Reclaiming cheese sovereignty just might be the new frontier of reclaiming our home-made, from scratch and localised food economies. So how do we do it?
By starting from scratch with our cheese, and understanding milk for the incredible ecosystem that it is, rather than treating milk as an inert holding medium for commercial cheesemaking cultures.
If you think this sounds crazy, we were all having this same conversation about simple fermented foods like sauerkraut, not so long ago.
Only a few years back, there was a perception that the only way to make simple vegetable ferments like kraut was to work with commercial packet cultures to conduct the fermentation process.
Because cabbage itself could not be trusted, if left to its own devices, to do anything more than to poison us all.
Thankfully, thanks to folks like Sally Fallon, Sandor Katz and many others, we now understand that the inherent microbiology on a good, organically grown cabbage is perfect for turning it into a safe and super healthful ferment, with the simple addition of salt, and technique.
Cabbage, skill and salt = sauerkraut
And the same is true for cheese.
As David Asher explains at length in his new book The Art of Natural Cheesemaking, good milk is all you need to make good cheese. No commercial packet cultures required.
It’s purely the treatment, conditions, wild cultures + technique that defines a naturally made camembert from creme fraiche, marcellin, or gorgonzola.
And we can all make them ourselves, just like we’re already making sauerkraut.
Historically, of course, this is how all cheese was made – with wild cultures, fresh milk, great handling and technqiue, and just the right conditions for the cheese to ripen.
Nothing has changed, from the cheese’s end of things – but plenty has changed in how we interact with store-bought milk and food safety, thanks to industrial agriculture and it’s products.
Suffice to say, if you’re going to make natural cheese, you need natural milk – and this means either pastured raw milk (preferably) or good quality, super fresh, minimally pasteurised, non-homogenised, 100% pastured bottled milk, if that’s all you can get.
Because its the ecosystem of microbiology in the fresh milk that makes the cheese – sometimes with the addition of heat, salt, wild cultures, milk kefir or sometimes rennet – the microbiology inherent to a calf’s stomach.
And when handled correctly, with the addition of these wild cultures, milk transforms into cheese.
Take blue cheese for example – a cheese colonised by the fungus Penicillium roqueforti. This fungus grows naturally on good quality sourdough bread – it’s the natural process by which sourdough breaks down.
When small pieces of this ‘blue bread’ are added to fresh milk and taken through a surface-ripened cheesemaking process, P.roqueforti proceeds to protect the cheese from competing fungi and bacteria, resulting in a blue cheese that is shelf stable for months, under the right conditions.
No factory produced packet cultures required – just sourdough, wild cultures, good milk and know-how.
Milk, skill and wild cultures = cheese
As David Asher puts it ‘Natural cheesemaking allows cheesemakers to take back their cheese’…
These methods are liberating and empowering – they help both home and artisanal cheesemakers wean themselves off packaged powdered cultures, synthetic rennets and unnecessary chemical additives and sanitizers, and help cheeses develop their best possible flavor.
Like with reclaiming our ability to engage with wild fermentation of vegetables, fruits and grains, the implications of reclaiming natural cheesemaking go beyond the end product of a great cheese or ferment.
It speaks to re-connection with food systems, and the possible resurgence of small-scale, pastured dairying in particular.
By learning and practising natural cheesemaking, we can continue to participate in re-booting our food systems, as well as our taste buds, our gut health, and our communities.
Resources:
- The Art of Natural Cheesemaking – David Asher
- The Black Sheep School of Cheesemaking – David Asher’s website
- The Pines Milk – small herd, single farm, 100% pastured Kiama milk – now available at Carriageworks Market in Sydney on Saturdays
- Food and fermentation – all our resources
All photos above by Kelly Brown, via David Asher.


**Instructions to follow:** Reproduce the lines of the material exactly, excluding every image.

____________

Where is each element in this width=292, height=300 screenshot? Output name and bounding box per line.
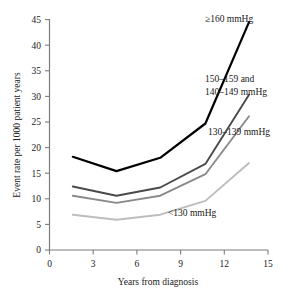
- y-tick-label-45: 45: [32, 15, 42, 25]
- annotation-140-149-line2: 140–149 mmHg: [205, 87, 267, 97]
- x-tick-labels: 0 3 6 9 12 15: [47, 259, 273, 269]
- annotation-130-139: 130–139 mmHg: [208, 127, 270, 137]
- y-tick-label-10: 10: [32, 194, 42, 204]
- y-tick-label-35: 35: [32, 66, 42, 76]
- series-line-150-159-140-149: [73, 95, 249, 196]
- chart-figure: 0 5 10 15 20 25 30 35 40 45 0 3 6 9 12 1…: [0, 0, 292, 300]
- annotation-under-130: <130 mmHg: [168, 208, 217, 218]
- y-tick-labels: 0 5 10 15 20 25 30 35 40 45: [32, 15, 42, 255]
- y-tick-label-5: 5: [36, 220, 41, 230]
- annotation-150-159-line1: 150–159 and: [205, 74, 255, 84]
- y-axis-title: Event rate per 1000 patient years: [12, 72, 22, 198]
- data-series-group: [73, 22, 249, 220]
- y-tick-label-30: 30: [32, 92, 42, 102]
- line-chart: 0 5 10 15 20 25 30 35 40 45 0 3 6 9 12 1…: [0, 0, 292, 300]
- y-tick-label-40: 40: [32, 41, 42, 51]
- x-tick-marks: [50, 250, 269, 255]
- x-tick-label-0: 0: [47, 259, 52, 269]
- y-tick-label-0: 0: [36, 245, 41, 255]
- y-tick-label-20: 20: [32, 143, 42, 153]
- annotation-group: ≥160 mmHg 150–159 and 140–149 mmHg 130–1…: [168, 14, 270, 218]
- y-tick-label-15: 15: [32, 169, 42, 179]
- annotation-over-160: ≥160 mmHg: [205, 14, 253, 24]
- x-tick-label-15: 15: [263, 259, 273, 269]
- x-tick-label-12: 12: [220, 259, 230, 269]
- y-tick-label-25: 25: [32, 117, 42, 127]
- y-tick-marks: [45, 20, 50, 250]
- x-axis-title: Years from diagnosis: [118, 277, 199, 287]
- x-tick-label-6: 6: [135, 259, 140, 269]
- x-tick-label-3: 3: [91, 259, 96, 269]
- x-tick-label-9: 9: [178, 259, 183, 269]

____________

**Answer to this problem:**
Where is each element in this width=292, height=300 screenshot? Output name and bounding box per line.
- y-tick-label-45: 45: [32, 15, 42, 25]
- annotation-140-149-line2: 140–149 mmHg: [205, 87, 267, 97]
- x-tick-labels: 0 3 6 9 12 15: [47, 259, 273, 269]
- annotation-130-139: 130–139 mmHg: [208, 127, 270, 137]
- y-tick-label-10: 10: [32, 194, 42, 204]
- y-tick-label-35: 35: [32, 66, 42, 76]
- series-line-150-159-140-149: [73, 95, 249, 196]
- chart-figure: 0 5 10 15 20 25 30 35 40 45 0 3 6 9 12 1…: [0, 0, 292, 300]
- annotation-under-130: <130 mmHg: [168, 208, 217, 218]
- y-tick-labels: 0 5 10 15 20 25 30 35 40 45: [32, 15, 42, 255]
- y-tick-label-5: 5: [36, 220, 41, 230]
- annotation-150-159-line1: 150–159 and: [205, 74, 255, 84]
- y-axis-title: Event rate per 1000 patient years: [12, 72, 22, 198]
- data-series-group: [73, 22, 249, 220]
- y-tick-label-30: 30: [32, 92, 42, 102]
- line-chart: 0 5 10 15 20 25 30 35 40 45 0 3 6 9 12 1…: [0, 0, 292, 300]
- y-tick-label-40: 40: [32, 41, 42, 51]
- x-tick-marks: [50, 250, 269, 255]
- x-tick-label-0: 0: [47, 259, 52, 269]
- y-tick-label-0: 0: [36, 245, 41, 255]
- y-tick-label-20: 20: [32, 143, 42, 153]
- annotation-group: ≥160 mmHg 150–159 and 140–149 mmHg 130–1…: [168, 14, 270, 218]
- y-tick-label-15: 15: [32, 169, 42, 179]
- annotation-over-160: ≥160 mmHg: [205, 14, 253, 24]
- x-tick-label-15: 15: [263, 259, 273, 269]
- x-tick-label-12: 12: [220, 259, 230, 269]
- y-tick-label-25: 25: [32, 117, 42, 127]
- y-tick-marks: [45, 20, 50, 250]
- x-axis-title: Years from diagnosis: [118, 277, 199, 287]
- x-tick-label-6: 6: [135, 259, 140, 269]
- x-tick-label-3: 3: [91, 259, 96, 269]
- x-tick-label-9: 9: [178, 259, 183, 269]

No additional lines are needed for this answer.